On Fri, 1 Dec 2006, Trond Myklebust wrote:
I'm quite happy with a proposal for a statlite(). I'm objecting to
readdirplus() because I can't see that it offers you anything useful.
You haven't provided an example of an application which would clearly
benefit from a readdirplus() interface instead of readdir()+statlite()
and possibly some tools for managing cache consistency.
Okay, now I think I understand where you're coming from.
The difference between readdirplus() and readdir()+statlite() is that
(depending on the mask you specify) statlite() either provides the "right"
answer (ala stat()), or anything that is vaguely "recent." readdirplus()
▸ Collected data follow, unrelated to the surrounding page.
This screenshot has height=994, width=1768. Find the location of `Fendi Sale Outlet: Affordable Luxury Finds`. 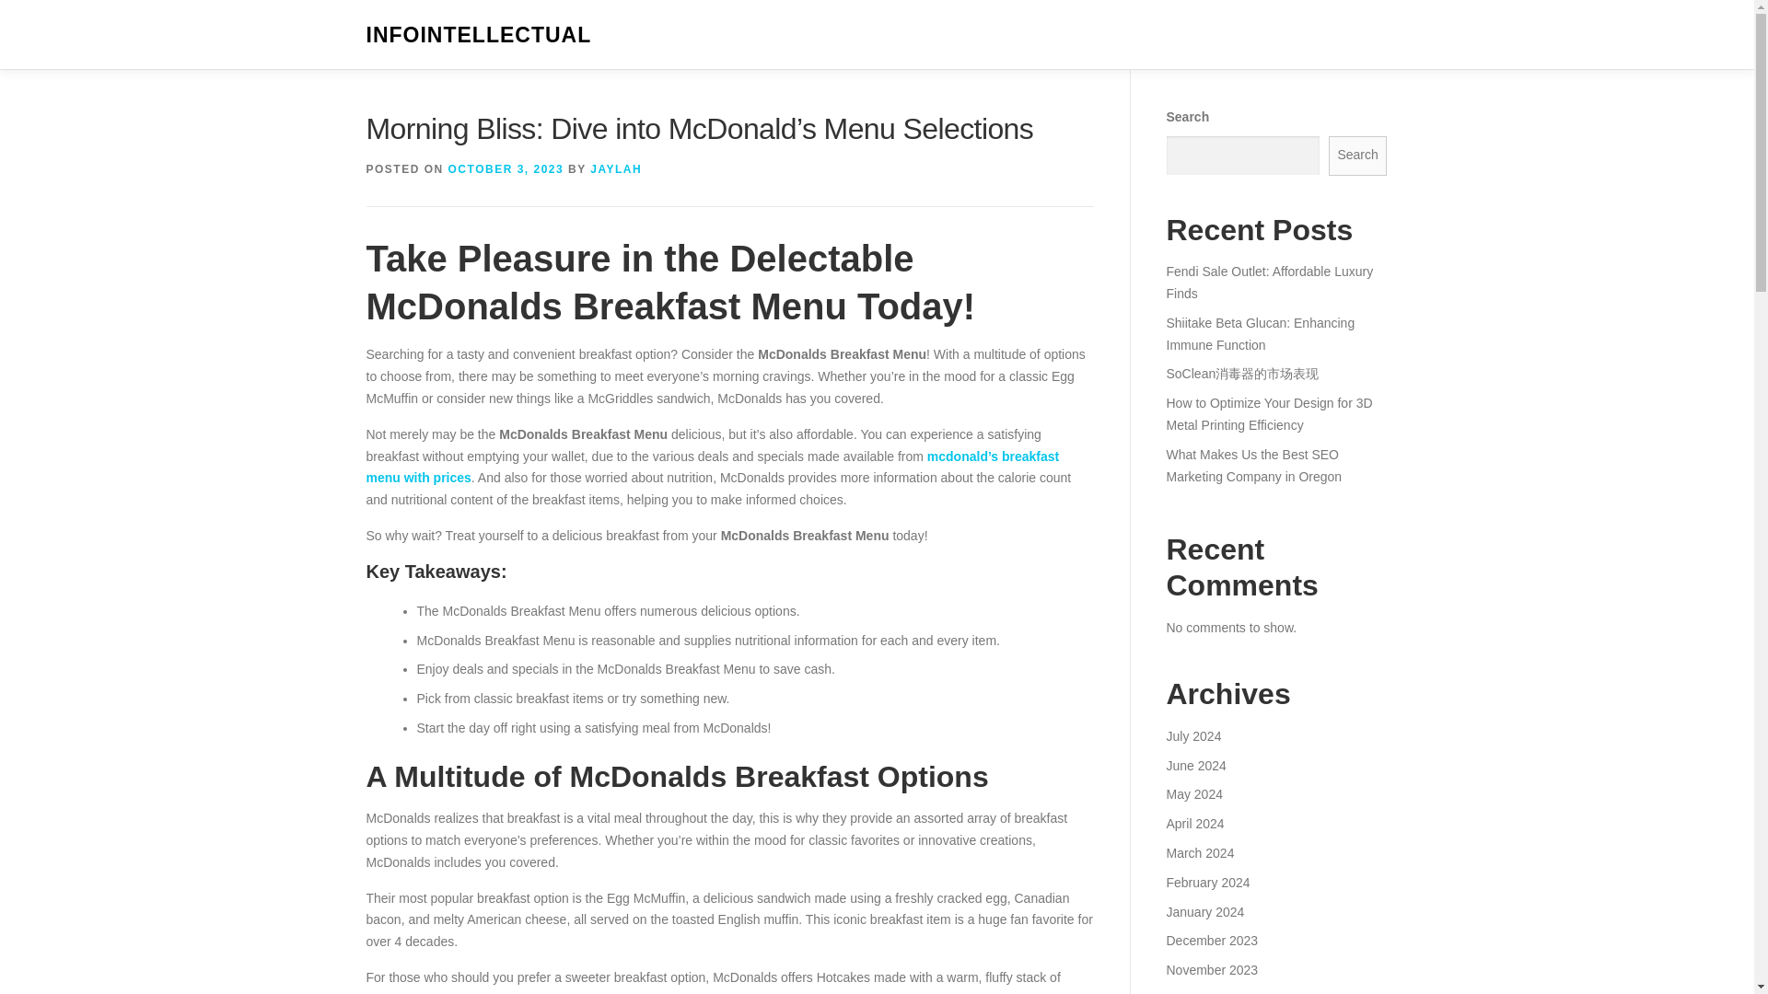

Fendi Sale Outlet: Affordable Luxury Finds is located at coordinates (1269, 283).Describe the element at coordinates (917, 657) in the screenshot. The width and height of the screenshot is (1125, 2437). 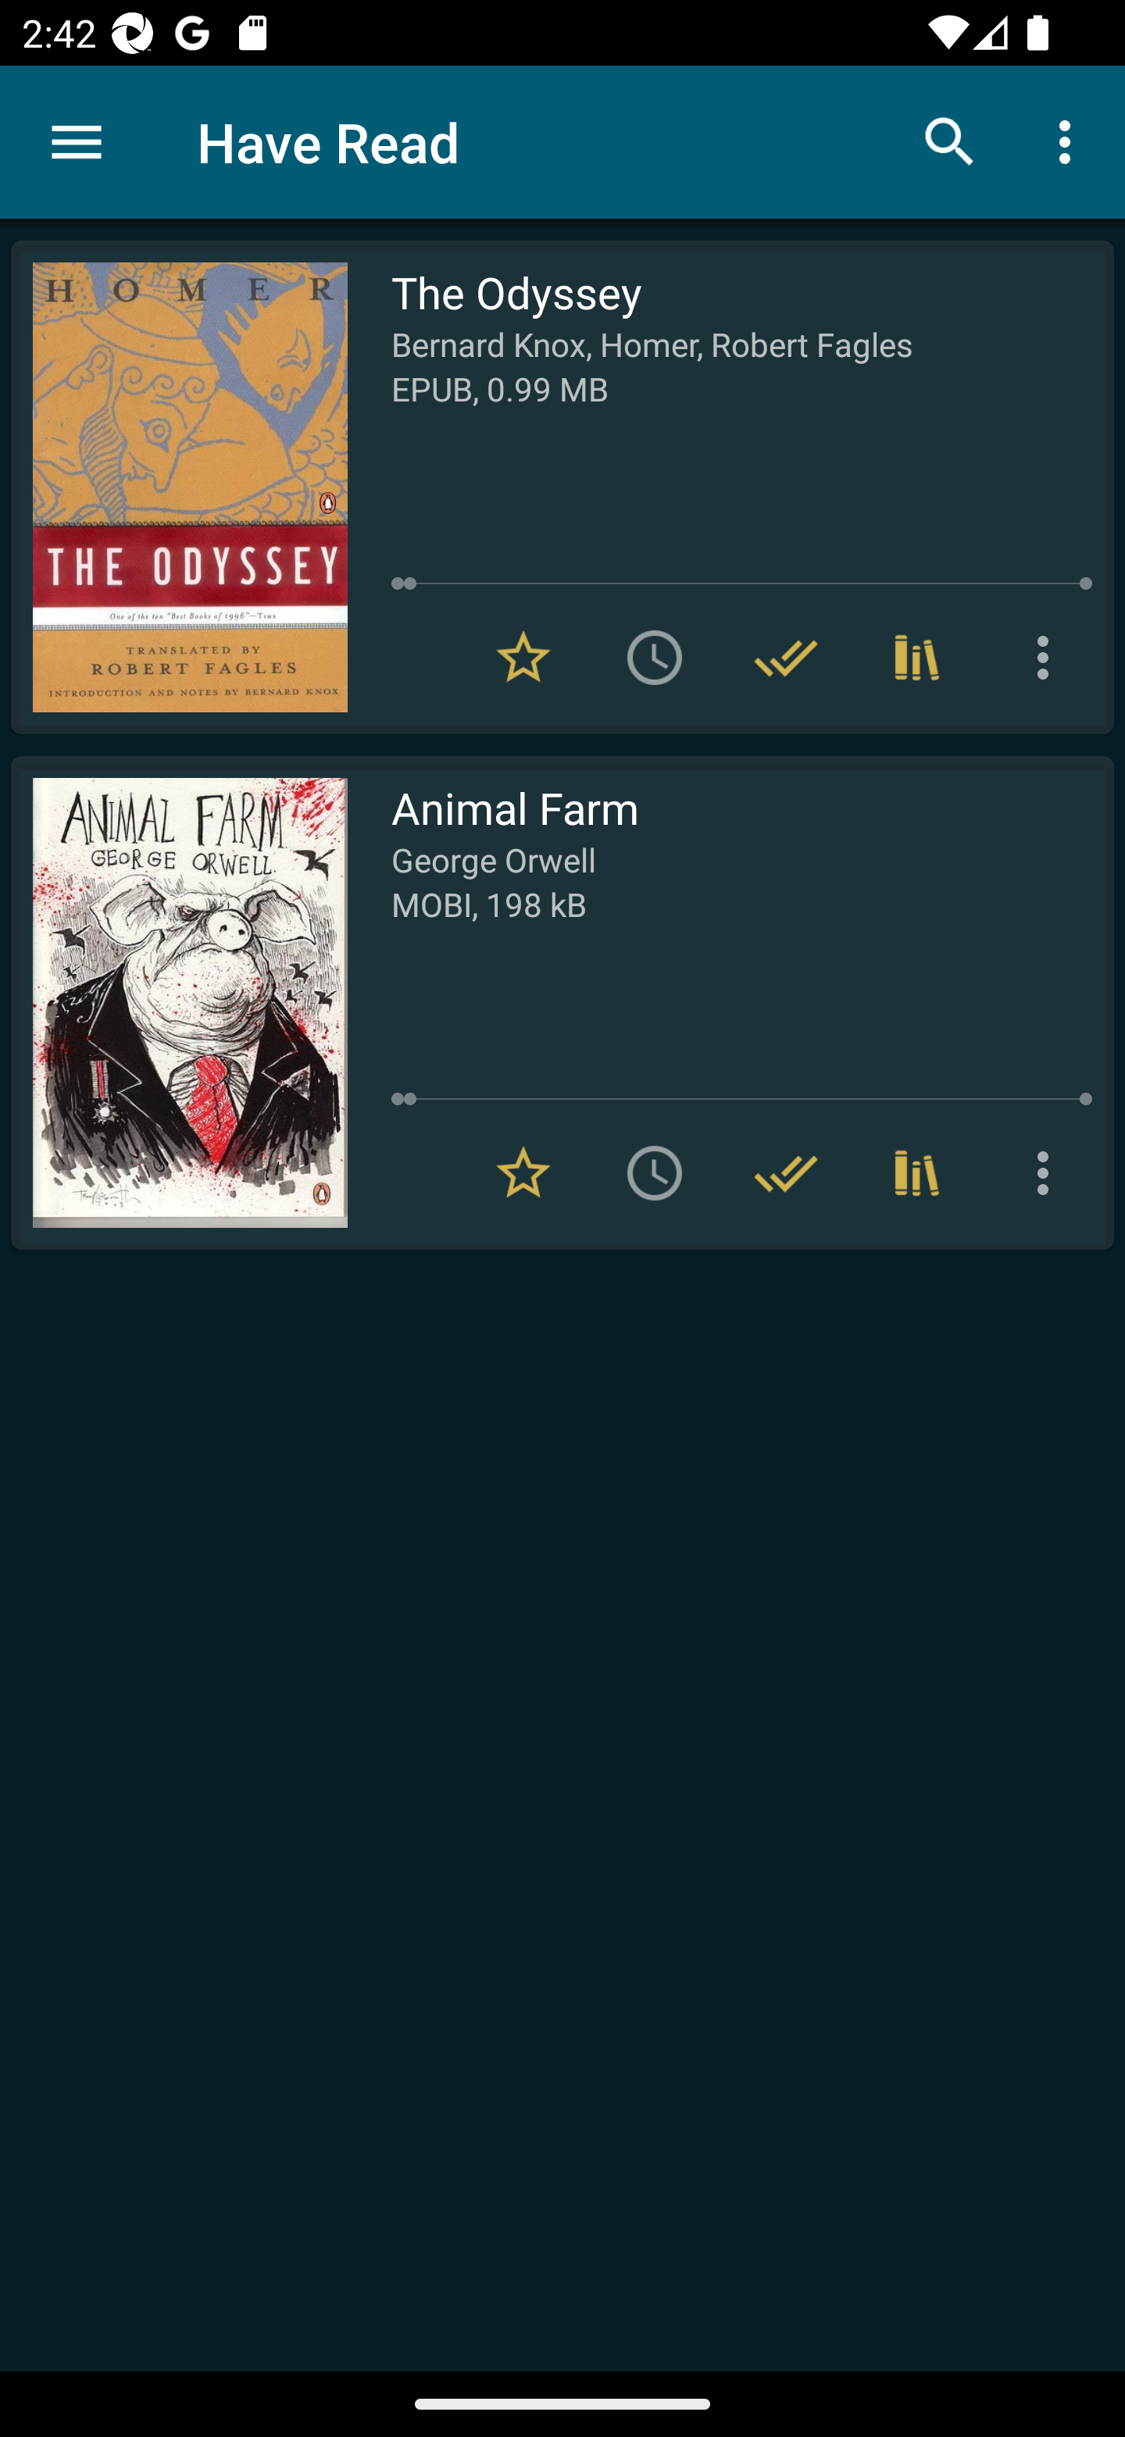
I see `Collections (3)` at that location.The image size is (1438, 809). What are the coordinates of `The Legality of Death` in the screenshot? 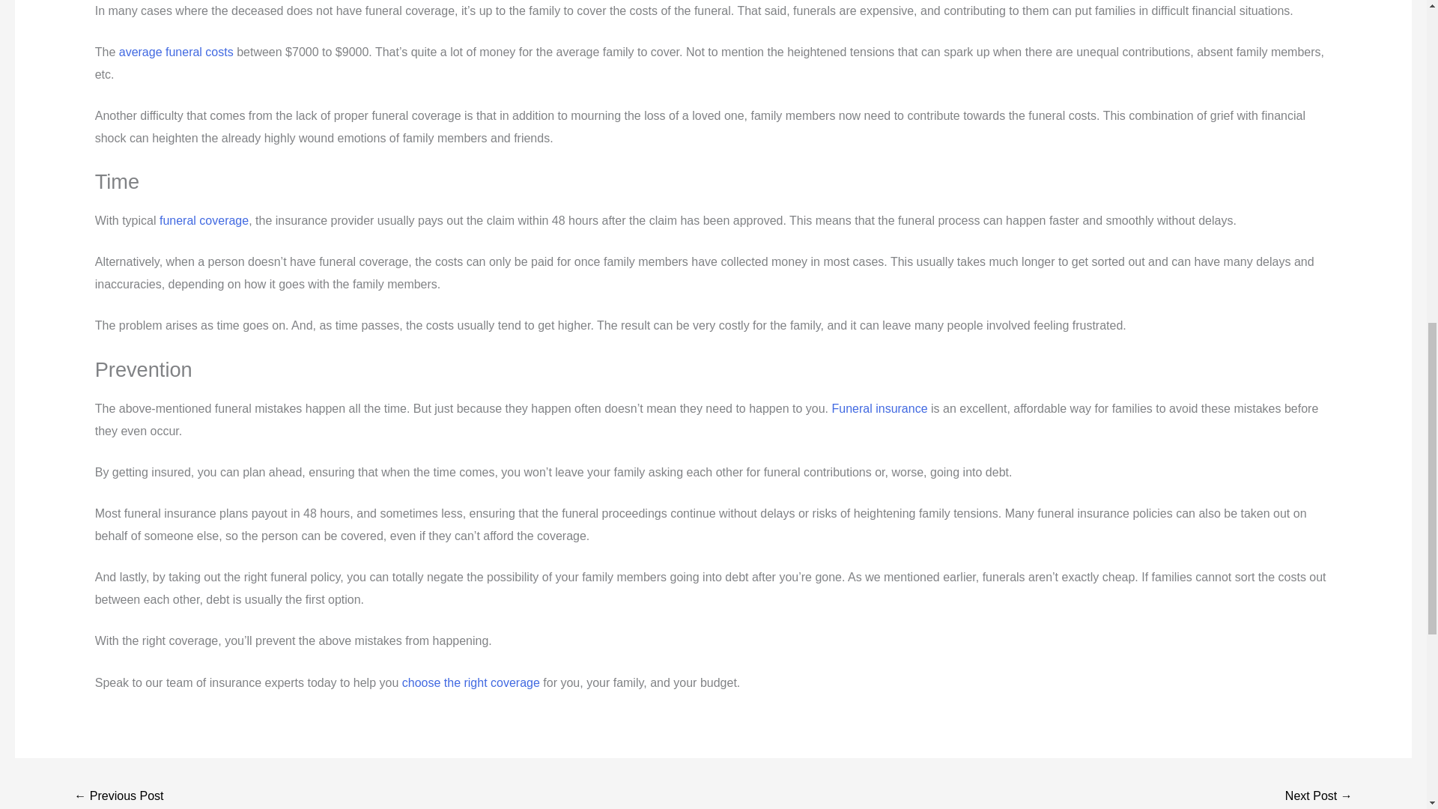 It's located at (1318, 796).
would provide size/mtime from sometime _after_ the initial opendir() call,
establishing a useful ordering. So without readdirplus(), you either get
readdir()+stat() and the performance problems I mentioned before, or
readdir()+statlite() where "recent" may not be good enough.
Instead of my previous example of proccess #1 waiting for process #2 to
finish and then checking the results with stat(), imagine instead that #1
is waiting for 100,000 other processes to finish, and then wants to check
the results (size/mtime) of all of them. readdir()+statlite() won't
work, and readdir()+stat() may be pathologically slow.
Also, it's a tiring and trivial example, but even the 'ls -al' scenario
isn't ideally addressed by readdir()+statlite(), since statlite() might
return size/mtime from before 'ls -al' was executed by the user. One can
easily imagine modifying a file on one host, then doing 'ls -al' on
another host and not seeing the effects. If 'ls -al' can use
readdirplus(), it's overall application semantics can be preserved without
hammering large directories in a distributed filesystem.
I agree that an interface which allows a userland process offer hints to
the kernel as to what kind of cache consistency it requires for file
metadata would be useful. We already have stuff like posix_fadvise() etc
for file data, and perhaps it might be worth looking into how you could
devise something similar for metadata.
If what you really want is for applications to be able to manage network
filesystem cache consistency, then why not provide those tools instead?
True, something to manage the attribute cache consistency for statlite()
results would also address the issue by letting an application declare how
weak it's results are allowed to be. That seems a bit more awkward,
though, and would only affect statlite()--the only call that allows weak
consistency in the first place. In contrast, readdirplus maps nicely onto
what filesystems like NFS are already doing over the wire.